After college, she taught middle school and fourth grade in Houston as a Teach For America corps member, then moved on to high school teaching in Miami. Over the years she worked across grade levels, became a National Board Certified public-school teacher, and built the kind of practical knowledge that only comes from doing the job day after day.
That experience shaped the way she writes. Elden has said the idea for See Me After Class hit a few years into her career, when her younger sister started teaching and the two of them kept talking about the roughest parts of the job. She wanted something more useful than glossy inspiration, a book that admitted teachers make mistakes, have bad days, and still come back the next morning.
Honesty, with a sense of humor, became the whole point.
See Me After Class grew into a guide packed with stories and advice from experienced teachers around the country. Readers tend to come to it for help with classroom management, parent communication, organization, grading, and the emotional wear and tear of the school year. What makes the book stick is its tone: funny, direct, and very aware that real classrooms do not behave like training manuals.

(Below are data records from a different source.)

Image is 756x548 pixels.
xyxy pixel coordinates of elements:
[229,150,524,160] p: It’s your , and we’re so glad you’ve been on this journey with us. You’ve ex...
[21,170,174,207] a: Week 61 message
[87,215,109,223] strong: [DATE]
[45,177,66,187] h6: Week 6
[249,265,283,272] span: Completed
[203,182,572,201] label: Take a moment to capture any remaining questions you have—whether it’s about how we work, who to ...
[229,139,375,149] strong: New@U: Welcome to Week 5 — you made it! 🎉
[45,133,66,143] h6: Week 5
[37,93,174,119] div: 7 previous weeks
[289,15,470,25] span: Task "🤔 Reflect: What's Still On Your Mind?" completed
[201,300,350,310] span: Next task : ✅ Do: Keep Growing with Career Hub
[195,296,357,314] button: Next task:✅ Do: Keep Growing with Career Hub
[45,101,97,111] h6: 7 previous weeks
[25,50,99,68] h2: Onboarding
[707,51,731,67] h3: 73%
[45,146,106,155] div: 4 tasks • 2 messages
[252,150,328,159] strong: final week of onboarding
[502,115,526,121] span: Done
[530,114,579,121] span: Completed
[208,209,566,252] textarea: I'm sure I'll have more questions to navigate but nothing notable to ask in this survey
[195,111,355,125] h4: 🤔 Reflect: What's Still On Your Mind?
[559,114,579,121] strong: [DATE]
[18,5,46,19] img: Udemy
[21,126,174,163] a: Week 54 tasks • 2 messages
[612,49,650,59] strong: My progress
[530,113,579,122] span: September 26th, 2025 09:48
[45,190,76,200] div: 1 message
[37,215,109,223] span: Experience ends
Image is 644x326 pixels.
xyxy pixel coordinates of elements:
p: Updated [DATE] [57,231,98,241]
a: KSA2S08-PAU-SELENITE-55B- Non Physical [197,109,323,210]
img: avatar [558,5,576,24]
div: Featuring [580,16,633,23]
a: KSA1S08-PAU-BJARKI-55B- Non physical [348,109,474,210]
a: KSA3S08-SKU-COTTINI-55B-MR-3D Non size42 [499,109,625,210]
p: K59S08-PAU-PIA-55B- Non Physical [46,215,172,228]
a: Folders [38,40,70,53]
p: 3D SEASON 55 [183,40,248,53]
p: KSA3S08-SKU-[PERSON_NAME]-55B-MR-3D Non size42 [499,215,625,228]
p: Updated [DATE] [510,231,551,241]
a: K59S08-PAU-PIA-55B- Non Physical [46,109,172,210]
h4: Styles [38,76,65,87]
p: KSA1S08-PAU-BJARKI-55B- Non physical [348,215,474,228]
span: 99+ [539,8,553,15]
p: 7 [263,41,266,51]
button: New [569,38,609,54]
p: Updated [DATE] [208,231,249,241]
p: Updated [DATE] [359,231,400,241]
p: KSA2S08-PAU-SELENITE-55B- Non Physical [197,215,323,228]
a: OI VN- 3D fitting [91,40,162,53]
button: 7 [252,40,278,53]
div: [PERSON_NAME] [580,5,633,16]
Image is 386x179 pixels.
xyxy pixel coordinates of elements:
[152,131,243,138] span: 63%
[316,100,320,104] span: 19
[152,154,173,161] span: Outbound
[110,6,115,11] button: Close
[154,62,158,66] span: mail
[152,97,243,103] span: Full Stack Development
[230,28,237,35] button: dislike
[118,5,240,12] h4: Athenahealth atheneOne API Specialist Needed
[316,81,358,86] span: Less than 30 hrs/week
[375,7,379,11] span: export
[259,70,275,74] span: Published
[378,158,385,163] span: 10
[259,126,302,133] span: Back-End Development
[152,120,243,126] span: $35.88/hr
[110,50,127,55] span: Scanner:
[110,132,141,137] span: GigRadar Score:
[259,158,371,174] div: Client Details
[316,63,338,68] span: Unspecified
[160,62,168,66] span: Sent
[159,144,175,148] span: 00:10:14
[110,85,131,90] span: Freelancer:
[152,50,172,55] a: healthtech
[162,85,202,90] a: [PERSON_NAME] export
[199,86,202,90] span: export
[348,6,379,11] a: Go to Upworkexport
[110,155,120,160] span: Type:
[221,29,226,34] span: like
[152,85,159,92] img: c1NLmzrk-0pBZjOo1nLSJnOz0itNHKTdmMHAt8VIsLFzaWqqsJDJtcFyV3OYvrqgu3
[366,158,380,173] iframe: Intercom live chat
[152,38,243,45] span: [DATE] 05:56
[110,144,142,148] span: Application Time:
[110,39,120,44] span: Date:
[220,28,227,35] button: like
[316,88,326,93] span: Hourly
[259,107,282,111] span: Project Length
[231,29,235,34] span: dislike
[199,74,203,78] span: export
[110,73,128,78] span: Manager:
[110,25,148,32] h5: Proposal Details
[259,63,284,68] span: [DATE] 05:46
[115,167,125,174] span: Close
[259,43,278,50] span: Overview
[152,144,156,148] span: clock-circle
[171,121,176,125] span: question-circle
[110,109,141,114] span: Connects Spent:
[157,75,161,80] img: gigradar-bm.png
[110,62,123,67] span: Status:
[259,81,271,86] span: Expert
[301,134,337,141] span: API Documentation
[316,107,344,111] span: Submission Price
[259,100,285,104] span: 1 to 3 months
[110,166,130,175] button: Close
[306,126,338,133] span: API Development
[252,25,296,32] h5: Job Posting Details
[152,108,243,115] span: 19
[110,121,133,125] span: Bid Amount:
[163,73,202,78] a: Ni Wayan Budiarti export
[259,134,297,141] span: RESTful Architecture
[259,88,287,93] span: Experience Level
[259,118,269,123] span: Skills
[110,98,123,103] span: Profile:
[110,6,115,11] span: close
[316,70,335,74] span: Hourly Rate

Later, Elden turned to fiction with Adequate Yearly Progress. She began the novel during National Novel Writing Month after one of her students challenged her to stop cheering from the sidelines and join in. The result is a multi-character story set at a struggling Texas high school, where teachers juggle personal problems, shifting policies, and the kind of absurd moments that feel painfully familiar to anyone who has worked in a school.
She also wrote the picture book Rudy's New Human, inspired by watching her own dog adjust to the arrival of a new baby. It is a smaller, sweeter project than her school books, but it shows the same interest in everyday upheaval, mixed feelings, and the comic gap between what people expect and what actually happens.
Another thread runs through much of her work and speaking: a distrust of the "super teacher" myth. In essays, talks, and workshops, she keeps returning to the idea that teachers are often flattened into heroes, saints, or disasters, when most are simply people trying to do a hard job well. That plainspoken view is part of why her books connect with both new teachers and readers who just want a more believable story about school.
These days, Elden still lives in Miami and continues to work with teachers through courses, speaking, and writing. Whether she is helping a new teacher through a rough stretch or writing a novel about staff meetings, she keeps circling the same idea: slogans are easy, but useful truth is harder, and more generous.